Protecting the black vote from suppression
Days after Barack Obama won the 2008 election, his incoming chief of staff Rahm Emanuel delivered one of the most potent lines of the Great Recession, “You never want a serious crisis to go to waste. And what I mean by that [is] it’s an opportunity to do things that you think you could not before.” The Obama administration then went on to make history with an aggressive legislative agenda, including passage of near-universal health coverage, a goal elusive to American presidents since Teddy Roosevelt.
Now we’re witnessing how the Emanuel axiom is on the verge of a pernicious twist. With a nation in the midst of an epic and unprecedented upheaval, the black vote could be under threat of suppression.
Voter ID laws, the purging of millions of voters and other efforts designed to “combat” phantom voting fraud have already severely restricted voting rights for black and brown voters in southern and some western and midwestern states. Now, after what appeared to be willful neglect of the virus itself, we are about to experience willful obstruction of efforts to stop its effect on the democratic process.
The Wisconsin legislature last month tried to use the pandemic to keep turnout low throughout the state, hoping it would give them an edge in the election of its justices. Fortunately, that move backfired (though not without significant burden to the voters who had to turn out mid-pandemic at few available polling places) and the progressive judge won decisively. But the legislature’s intent was clear and the U.S. Supreme Court upheld them. There’s no guarantee we won’t see it happen again this fall.
Whether the pandemic is in ebb or flow in November, Election Day won’t be moved; even President Trump can’t change the date. But if the virus is flowing, will anyone come out to vote? The current phase of the pandemic is hitting black and Latino voters harder, some of whom are forced to work in jobs that make it almost impossible to physically distance and protect themselves.
At least for now, nationwide mail-in voting and other interventions to ensure universal voting are being met with a thud by the White House and Congressional Republicans.
President Trump even said the quiet part out loud at the end of March, “They had things, levels of voting in the third virus response bill that if you’d ever agreed to it, you’d never have a Republican elected in this country again.”
If we want to prevent what right now appears to be the Republican game plan — quashing mail-in voting and other efforts to keep black turnout high — we have to radically reinvent the way we turn out the black vote.
It starts with ending the traditional turnstile approach to the black vote: a big October push in beauty shops, churches and canvassing door to door. That’s out the window. We have to start right now to guarantee black folks’ access to the ballot. That means aggressive action from elected officials and on-the-ground (or virtual) organizers shifting strategies to combat the disruption that Republicans are sure to inject into the mix.
First, we have to zero in on mail-in voting. Right now, 29 states plus Washington, D.C. offer no-excuse absentee ballots and three more use vote by mail as the only way to vote. We need to raise that number to 50, ideally mandated in the next COVID-19 response legislation. If that effort fails, every single progressive and, in fact, pro-democracy organization in America needs to be part of the mail-in movement, working with governors, secretaries of state and Congressional leaders to cajole or mandate it. This may be the most important step we can take.
We need look no further than the Wisconsin primary where vote by mail led to the defeat of the incumbent Republican judge, who was assumed to be safe.
Next, we have to shift to digital organizing for registration and assistance with voting, by mail or however it can be done. This step is particularly important, as aggressive purging of voter rolls in the past two years has put us even further behind going into 2020. One innovative step would be to enlist young people, many of whom have a suddenly unscheduled summer, to lead the effort.
Finally, we need to include COVID-19 in our electoral messaging about why voting is critical for people of color, this year in particular. It is our democratic responsibility to use the ballot box to make our voices heard on what has been an abject failure of leadership on an epidemic that is disproportionately affecting black America.
These steps would ensure the integrity of our democracy, even in the midst of one of the greatest crises our nation has ever faced. Republicans are already gearing up to frame them instead as a plot of the left-wing and the “deep state,” even with President Trump’s confession that mail-in elections are truly about making sure every American can vote.
Our nation is already facing tens of thousands dead and a long, deep recession, all of which will hit black America the hardest. Let’s not top it off with a death blow to black participation in our democracy.
Quentin James is a true visionary and proponent for community empowerment. He is the founder of The Collective PAC, a political action committee focused on building black political power by electing black candidates on the local, state and federal level. Quentin is also the co-founder of Inclusv, a diversity hiring initiative that places talented staffers of color into campaigns and advocacy organizations throughout the nation.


[Work order] Go through the data and report each line that holds the string "Actual".

[Records shown]
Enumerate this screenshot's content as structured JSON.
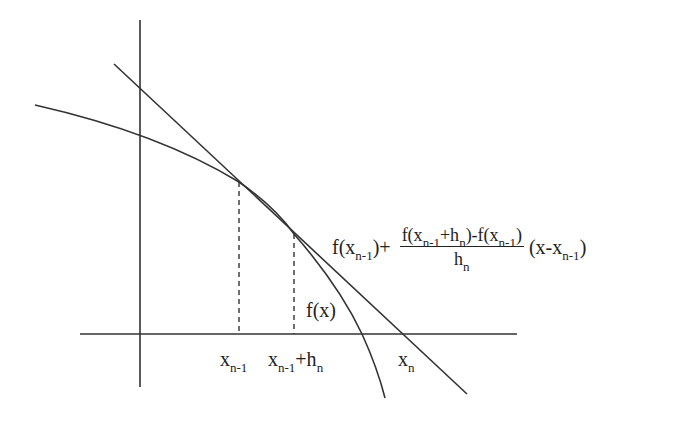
{
  "diagram": {
    "colors": {
      "line": "#333333",
      "text": "#222222",
      "background": "#ffffff"
    },
    "axes": {
      "vertical": {
        "x": 140,
        "y1": 20,
        "y2": 387
      },
      "horizontal": {
        "y": 334,
        "x1": 80,
        "x2": 517
      }
    },
    "curve": {
      "label": "f(x)",
      "points": [
        [
          35,
          105
        ],
        [
          140,
          134
        ],
        [
          239,
          182
        ],
        [
          294,
          234
        ],
        [
          330,
          275
        ],
        [
          362,
          334
        ],
        [
          385,
          398
        ]
      ]
    },
    "secant_line": {
      "x1": 114,
      "y1": 64,
      "x2": 467,
      "y2": 394
    },
    "dashed_guides": [
      {
        "x": 239,
        "y_top": 182,
        "y_bottom": 334
      },
      {
        "x": 294,
        "y_top": 234,
        "y_bottom": 334
      }
    ],
    "labels": {
      "curve": {
        "base": "f(x)"
      },
      "x_prev": {
        "base": "x",
        "sub": "n-1"
      },
      "x_prev_h": {
        "base": "x",
        "sub": "n-1",
        "suffix": "+h",
        "suffix_sub": "n"
      },
      "x_n": {
        "base": "x",
        "sub": "n"
      },
      "formula": {
        "prefix_base": "f(x",
        "prefix_sub": "n-1",
        "prefix_tail": ")+",
        "numerator": {
          "p1": "f(x",
          "s1": "n-1",
          "p2": "+h",
          "s2": "n",
          "p3": ")-f(x",
          "s3": "n-1",
          "p4": ")"
        },
        "denominator": {
          "base": "h",
          "sub": "n"
        },
        "suffix_base": "(x-x",
        "suffix_sub": "n-1",
        "suffix_tail": ")"
      }
    }
  }
}
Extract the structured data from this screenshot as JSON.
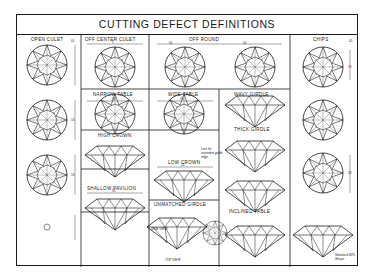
{
  "title": "CUTTING DEFECT DEFINITIONS",
  "sections": {
    "open_culet": {
      "label": "OPEN CULET",
      "dims": [
        "05",
        "16",
        "16",
        "16",
        "20"
      ]
    },
    "off_center_culet": {
      "label": "OFF CENTER CULET",
      "dim": "5"
    },
    "off_round": {
      "label": "OFF ROUND",
      "dims": [
        "05",
        "02"
      ]
    },
    "chips": {
      "label": "CHIPS",
      "dims": [
        "05",
        "19",
        "20"
      ]
    },
    "narrow_table": {
      "label": "NARROW TABLE",
      "dim": "56"
    },
    "wide_table": {
      "label": "WIDE TABLE",
      "dim": "70"
    },
    "wavy_girdle": {
      "label": "WAVY GIRDLE"
    },
    "thick_girdle": {
      "label": "THICK GIRDLE"
    },
    "high_crown": {
      "label": "HIGH CROWN"
    },
    "low_crown": {
      "label": "LOW CROWN",
      "dim": "10"
    },
    "shallow_pavilion": {
      "label": "SHALLOW PAVILION",
      "dim": "35"
    },
    "unmatched_girdle": {
      "label": "UNMATCHED GIRDLE"
    },
    "inclined_table": {
      "label": "INCLINED TABLE"
    },
    "side_view": {
      "label": "SIDE VIEW"
    },
    "top_view": {
      "label": "TOP VIEW"
    }
  },
  "notes": {
    "extended_girdle": "Line for extended girdle edge",
    "standard": "Standard 90% Shape"
  }
}
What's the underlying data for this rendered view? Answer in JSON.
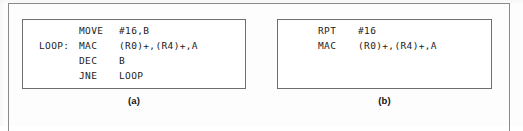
{
  "figure": {
    "panel_a": {
      "caption": "(a)",
      "lines": [
        {
          "label": "",
          "mnemonic": "MOVE",
          "operands": "#16,B"
        },
        {
          "label": "LOOP:",
          "mnemonic": "MAC",
          "operands": "(R0)+,(R4)+,A"
        },
        {
          "label": "",
          "mnemonic": "DEC",
          "operands": "B"
        },
        {
          "label": "",
          "mnemonic": "JNE",
          "operands": "LOOP"
        }
      ]
    },
    "panel_b": {
      "caption": "(b)",
      "lines": [
        {
          "label": "",
          "mnemonic": "RPT",
          "operands": "#16"
        },
        {
          "label": "",
          "mnemonic": "MAC",
          "operands": "(R0)+,(R4)+,A"
        }
      ]
    }
  },
  "colors": {
    "page_background": "#fdfdfd",
    "panel_background": "#ffffff",
    "panel_border": "#6e6e6e",
    "figure_border": "#8a8a8a",
    "code_text": "#1c1c1c",
    "caption_text": "#141414"
  }
}
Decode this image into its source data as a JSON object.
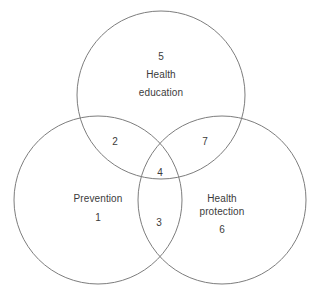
{
  "figure": {
    "type": "venn-diagram",
    "width": 315,
    "height": 298,
    "background_color": "#ffffff",
    "stroke_color": "#7d7d7d",
    "text_color": "#3b3b3b"
  },
  "sets": [
    {
      "id": "health-education",
      "label": "Health education",
      "label_line_1": "Health",
      "label_line_2": "education",
      "region_number": "5",
      "position": "top",
      "center_x": 161,
      "center_y": 95,
      "radius": 84
    },
    {
      "id": "prevention",
      "label": "Prevention",
      "label_line_1": "Prevention",
      "label_line_2": "",
      "region_number": "1",
      "position": "bottom-left",
      "center_x": 98,
      "center_y": 200,
      "radius": 84
    },
    {
      "id": "health-protection",
      "label": "Health protection",
      "label_line_1": "Health",
      "label_line_2": "protection",
      "region_number": "6",
      "position": "bottom-right",
      "center_x": 222,
      "center_y": 200,
      "radius": 84
    }
  ],
  "intersections": [
    {
      "id": "education-prevention",
      "number": "2",
      "sets": "Health education + Prevention"
    },
    {
      "id": "education-protection",
      "number": "7",
      "sets": "Health education + Health protection"
    },
    {
      "id": "prevention-protection",
      "number": "3",
      "sets": "Prevention + Health protection"
    },
    {
      "id": "all-three",
      "number": "4",
      "sets": "Health education + Prevention + Health protection"
    }
  ]
}
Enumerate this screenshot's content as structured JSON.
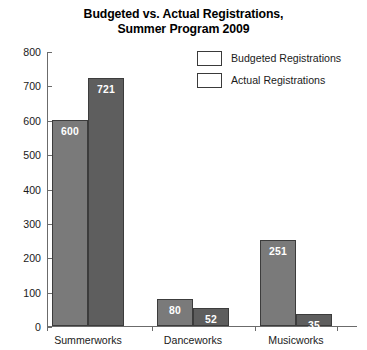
{
  "chart_data": {
    "type": "bar",
    "title": "Budgeted vs. Actual Registrations, Summer Program 2009",
    "title_line1": "Budgeted vs. Actual Registrations,",
    "title_line2": "Summer Program 2009",
    "xlabel": "",
    "ylabel": "",
    "ylim": [
      0,
      800
    ],
    "ytick_step": 100,
    "yticks": [
      "0",
      "100",
      "200",
      "300",
      "400",
      "500",
      "600",
      "700",
      "800"
    ],
    "grid": false,
    "legend_position": "top-right",
    "categories": [
      "Summerworks",
      "Danceworks",
      "Musicworks"
    ],
    "series": [
      {
        "name": "Budgeted Registrations",
        "color": "#7a7a7a",
        "values": [
          600,
          80,
          251
        ],
        "labels": [
          "600",
          "80",
          "251"
        ]
      },
      {
        "name": "Actual Registrations",
        "color": "#5e5e5e",
        "values": [
          721,
          52,
          35
        ],
        "labels": [
          "721",
          "52",
          "35"
        ]
      }
    ]
  }
}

[Task result]
    "title": "Budgeted vs. Actual Registrations, Summer Program 2009",
    "title_line1": "Budgeted vs. Actual Registrations,",
        "name": "Actual Registrations",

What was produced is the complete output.